Emergency hospitals and Y.M.C.A. buildings are sad substitutes for safety devices and automatic couplers. Christmas shopping in November is less kind than prevention of overwork in December. Night school and gymnastic classes are a poor penance for child labor and for work unsuited to the body. The left hand cannot dole favors enough to offset the evils of underpay, of unsanitary conditions, of inefficient enforcement of health laws tolerated by the right hand.

Just because a man is taking wages for work done, is no reason why he should forfeit his rights as a citizen, or allow his children, sisters, neighbors, to work in conditions which decrease their efficiency and earning power. What the employee can do for himself as a citizen, having equal health rights with employers, he has never been taught to see. Factory legislation is state direction of industries so far as relates to the safety, health, and moral condition of the people,--and which embraces to-day, more than in any other epoch, the opinion of the workers themselves. No government, however strong, can hope successfully to introduce social legislation largely affecting personal interests until public opinion has been educated to the belief that the remedies proposed are really necessary. Until schools insist upon a better ventilation than the worst factories, how can we expect to find children of working age sensitive to impure air? Where work benches are more comfortable than school desks, where drinking water is cleaner and towels more sanitary, however unsanitary they may be, than those found in the schoolhouse, the worker does not realize that they menace his right to earn a living wage as much as does a temporary shut-down.
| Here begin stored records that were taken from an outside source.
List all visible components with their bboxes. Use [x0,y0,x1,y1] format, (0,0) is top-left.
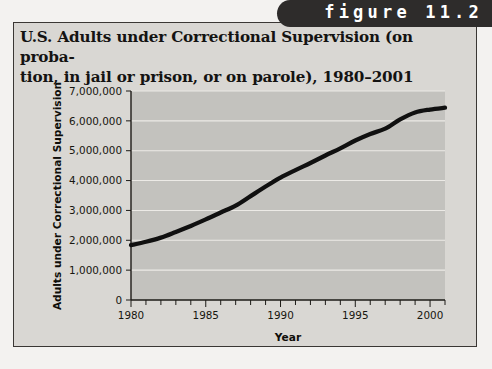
figure-title-line-1: U.S. Adults under Correctional Supervisi… [20,27,472,67]
figure-title-line-2: tion, in jail or prison, or on parole), … [20,67,472,87]
figure-tab-label: figure 11.2 [324,2,483,22]
figure-title: U.S. Adults under Correctional Supervisi… [20,27,472,88]
figure-tab: figure 11.2 [277,0,492,27]
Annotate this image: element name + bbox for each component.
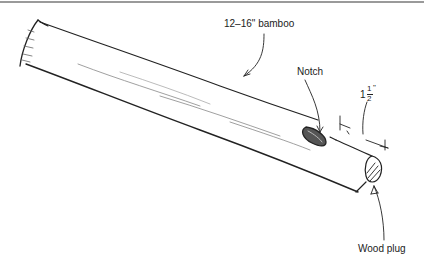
wood-plug-label: Wood plug [358, 243, 406, 254]
fraction-numerator: 1 [367, 84, 371, 93]
notch-distance-label: 1 1 2 " [360, 84, 380, 106]
bamboo-sketch [0, 0, 424, 271]
notch-label: Notch [297, 66, 323, 77]
inch-mark: " [373, 83, 376, 92]
fraction-whole: 1 [360, 89, 366, 100]
fraction-denominator: 2 [367, 94, 371, 103]
bamboo-length-label: 12–16" bamboo [224, 18, 294, 29]
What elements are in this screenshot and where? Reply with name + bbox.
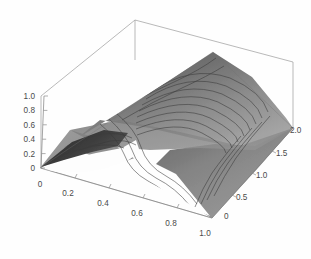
y-tick-label-2: 1.0: [256, 171, 268, 180]
surface-body: [40, 52, 293, 218]
y-tick-label-1: 0.5: [236, 193, 248, 202]
z-tick-label-2: 0.4: [24, 135, 36, 144]
axis-z: 0 0.2 0.4 0.6 0.8 1.0: [24, 92, 48, 173]
x-tick-label-2: 0.4: [97, 199, 109, 208]
x-tick-label-0: 0: [38, 180, 43, 189]
y-tick-label-4: 2.0: [290, 126, 302, 135]
z-tick-label-4: 0.8: [24, 106, 36, 115]
x-tick-label-4: 0.8: [165, 219, 177, 228]
z-tick-label-0: 0: [30, 164, 35, 173]
z-tick-label-5: 1.0: [24, 92, 36, 101]
z-tick-label-1: 0.2: [24, 150, 36, 159]
y-tick-label-3: 1.5: [276, 149, 288, 158]
y-tick-label-0: 0: [224, 212, 229, 221]
x-tick-label-1: 0.2: [62, 189, 74, 198]
x-tick-label-5: 1.0: [199, 229, 211, 238]
surface-plot-3d: 0 0.2 0.4 0.6 0.8 1.0 0 0.2 0.4 0.6 0.8 …: [0, 0, 311, 259]
z-tick-label-3: 0.6: [24, 121, 36, 130]
plot-canvas: 0 0.2 0.4 0.6 0.8 1.0 0 0.2 0.4 0.6 0.8 …: [0, 0, 311, 259]
x-tick-label-3: 0.6: [131, 209, 143, 218]
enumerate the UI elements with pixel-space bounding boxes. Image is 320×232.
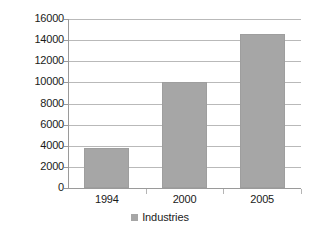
chart-legend: Industries — [0, 211, 320, 223]
y-tick-label: 0 — [0, 182, 64, 193]
y-tick-label: 10000 — [0, 76, 64, 87]
y-tick-label: 2000 — [0, 161, 64, 172]
y-tick-label: 6000 — [0, 119, 64, 130]
bars-group — [68, 19, 301, 188]
x-tick-mark — [301, 189, 302, 194]
y-tick-label: 4000 — [0, 140, 64, 151]
y-tick-label: 8000 — [0, 98, 64, 109]
plot-wrapper: 0200040006000800010000120001400016000 19… — [0, 0, 320, 232]
gridline — [68, 188, 301, 189]
x-tick-label: 1994 — [68, 193, 146, 206]
bar — [240, 34, 285, 188]
x-axis-tick-labels: 199420002005 — [68, 193, 301, 209]
legend-swatch-icon — [131, 214, 138, 221]
x-tick-label: 2005 — [223, 193, 301, 206]
y-tick-label: 14000 — [0, 34, 64, 45]
bar-chart: 0200040006000800010000120001400016000 19… — [0, 0, 320, 232]
legend-label: Industries — [142, 211, 189, 223]
x-tick-label: 2000 — [146, 193, 224, 206]
bar — [84, 148, 129, 188]
bar — [162, 82, 207, 188]
y-axis-tick-labels: 0200040006000800010000120001400016000 — [0, 0, 64, 232]
y-tick-label: 16000 — [0, 13, 64, 24]
y-tick-label: 12000 — [0, 55, 64, 66]
y-tick-mark — [64, 188, 68, 189]
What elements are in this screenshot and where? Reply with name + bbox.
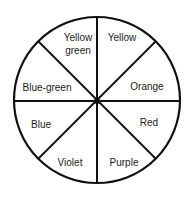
label-orange: Orange <box>130 81 163 93</box>
label-yellow: Yellow <box>108 32 137 44</box>
label-yellow-green: Yellow green <box>64 31 93 57</box>
label-blue-green: Blue-green <box>23 82 72 94</box>
label-blue: Blue <box>31 119 51 131</box>
label-red: Red <box>140 117 158 129</box>
label-violet: Violet <box>58 157 83 169</box>
wheel-center <box>94 98 100 104</box>
label-purple: Purple <box>110 157 139 169</box>
color-wheel-diagram <box>0 0 188 197</box>
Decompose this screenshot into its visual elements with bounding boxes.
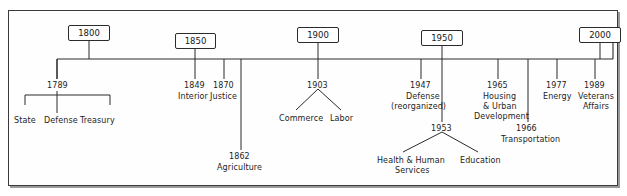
- event-1953-vee-right: [442, 132, 478, 152]
- event-1789-child-label: State: [14, 116, 36, 126]
- event-1953-year: 1953: [431, 124, 452, 134]
- event-1953-child-label: Health & Human: [377, 156, 445, 166]
- event-1870-year: 1870: [213, 81, 234, 91]
- event-1953-child-label: Services: [395, 166, 430, 176]
- era-1950[interactable]: 1950: [421, 30, 463, 46]
- diagram-canvas: 18001850190019502000 1789StateDefenseTre…: [0, 0, 627, 196]
- event-1947-child-label: Defense: [406, 92, 440, 102]
- era-1900[interactable]: 1900: [297, 27, 339, 43]
- event-1989-year: 1989: [584, 81, 605, 91]
- event-1789-child-label: Treasury: [80, 116, 115, 126]
- era-1800[interactable]: 1800: [68, 25, 110, 41]
- era-1850[interactable]: 1850: [175, 33, 216, 49]
- event-1966-child-label: Transportation: [501, 135, 560, 145]
- event-1903-vee-right: [318, 89, 341, 110]
- event-1965-child-label: Development: [474, 112, 529, 122]
- event-1903-year: 1903: [307, 81, 328, 91]
- event-1947-child-label: (reorganized): [391, 102, 446, 112]
- era-2000[interactable]: 2000: [579, 27, 621, 43]
- event-1903-vee-left: [296, 89, 318, 110]
- event-1977-year: 1977: [546, 81, 567, 91]
- event-1953-child-label: Education: [460, 156, 501, 166]
- event-1989-child-label: Affairs: [583, 102, 609, 112]
- event-1966-year: 1966: [516, 124, 537, 134]
- event-1862-child-label: Agriculture: [217, 163, 262, 173]
- era-stems: [89, 41, 600, 59]
- event-1989-child-label: Veterans: [578, 92, 614, 102]
- event-1965-child-label: Housing: [483, 92, 516, 102]
- event-1789-year: 1789: [47, 81, 68, 91]
- event-1870-child-label: Justice: [210, 92, 237, 102]
- event-1965-year: 1965: [487, 81, 508, 91]
- event-1849-year: 1849: [184, 81, 205, 91]
- timeline-axis: [57, 43, 613, 79]
- event-1903-child-label: Labor: [330, 114, 353, 124]
- event-1862-year: 1862: [229, 152, 250, 162]
- event-1965-child-label: & Urban: [483, 102, 517, 112]
- event-1903-child-label: Commerce: [279, 114, 323, 124]
- event-1953-vee-left: [403, 132, 442, 152]
- event-1977-child-label: Energy: [543, 92, 572, 102]
- event-1789-child-label: Defense: [44, 116, 78, 126]
- event-1849-child-label: Interior: [178, 92, 208, 102]
- event-1947-year: 1947: [410, 81, 431, 91]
Employers are by no means solely to blame for unhealthy working conditions. A shortsighted employee is as anxious to work overtime for double pay as a shortsighted employer is to have him. Among those who are agitating for an eight-hour day are many who, from self-interest or interest in the cause, work regularly from ten to sixteen hours.

Would it help to punish employees for working in unhealthy places? The highest service that can be rendered industrial hygiene is to educate the industrial classes to recognize hygienic evils and to coƶperate with other citizens in securing the enforcement of health rights.